Opinion

Leadership change: What now for Dentsu Aegis, Carat and the media industry?

Nic-Christensen-234x151-234x151-234x151Dentsu Aegis has undergone a sudden and dramatic leadership transition with Luke Littlefield being replaced by Simon Ryan as CEO. Nic Christensen looks at what drove the change at Australia’s second-largest holding group and what it means for its agencies, clients and the media industry alike. 

It’s hard to think of a man more different to Harold Mitchell than Luke Littlefield.

When Harold Mitchell left in 2013, Littlefield – a finance guy and CFO by background – was installed to replaced the man who had quite literally learnt the media buying business as he simultaneously built it.

Littlefield’s background was very different.

Littlefield: a CFO by background.

Littlefield: a CFO by background.

A former KPMG consultant, who had not worked in advertising before he joined what was then Mitchells Communications in 2007, it would be Littlefield’s job to broker and bed-in the $363m acquisition of the group by Aegis Media in 2010. He was also Johnny-on-the-spot when Japanese giant Dentsu bought Aegis in a global $4.8bn deal two years later.

By all accounts it was a challenging brief, but one which has now largely been completed, and so now the industry attention turns to the future of Australia’s second largest holding group, which claims more than $2.332bn in billings, and which employs more than 1,600 staff across more than 20 businesses.

Nick Waters and Simon Ryan

Dentsu Aegis APAC boss Nick Waters and new Australia/NZ boss Simon Ryan.

The man tasked with filling both Mitchell and Littlefield’s shoes at Dentsu Aegis is 41-year-old Carat CEO Simon Ryan.
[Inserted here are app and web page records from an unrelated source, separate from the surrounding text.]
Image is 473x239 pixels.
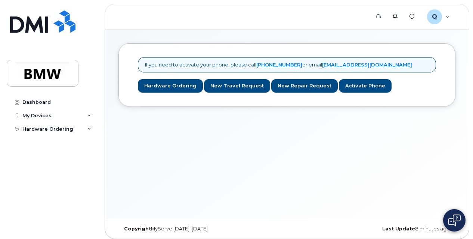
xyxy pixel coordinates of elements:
[145,61,413,68] p: If you need to activate your phone, please call or email
[448,215,461,227] img: Open chat
[272,79,338,93] a: New Repair Request
[124,226,151,232] strong: Copyright
[383,226,416,232] strong: Last Update
[322,62,413,68] a: [EMAIL_ADDRESS][DOMAIN_NAME]
[339,79,392,93] a: Activate Phone
[204,79,270,93] a: New Travel Request
[119,226,231,232] div: MyServe [DATE]–[DATE]
[138,79,203,93] a: Hardware Ordering
[343,226,456,232] div: 8 minutes ago
[257,62,303,68] a: [PHONE_NUMBER]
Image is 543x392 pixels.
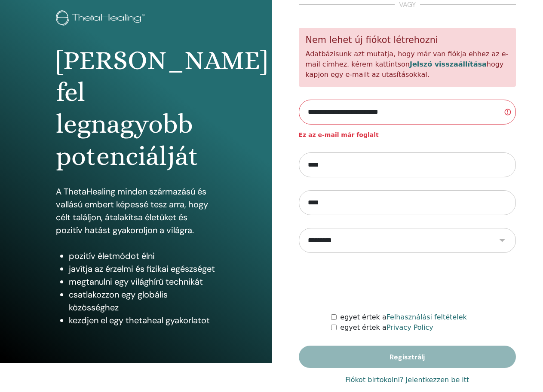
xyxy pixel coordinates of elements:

Ryan, in contrast to Littlefield, is an adman through and through and in this new group role is likely to have an impact on not only his agencies and clients but also the wider media industry as a whole.

Getting out of the shadow of Harold Mitchell

Mitchell's legacy still looms over the industry.

Mitchell’s legacy still looms over the industry.

Rumours of Littlefield’s departure have floated around the industry, on and off, for some time, but in Friday’s leadership announcement took many people by surprise.

In the words of one Dentsu Aegis insider: “Luke was in many ways ‘a man for the time’ – his job was to bring it all together and in many ways he succeeded, but his role was really transitional.”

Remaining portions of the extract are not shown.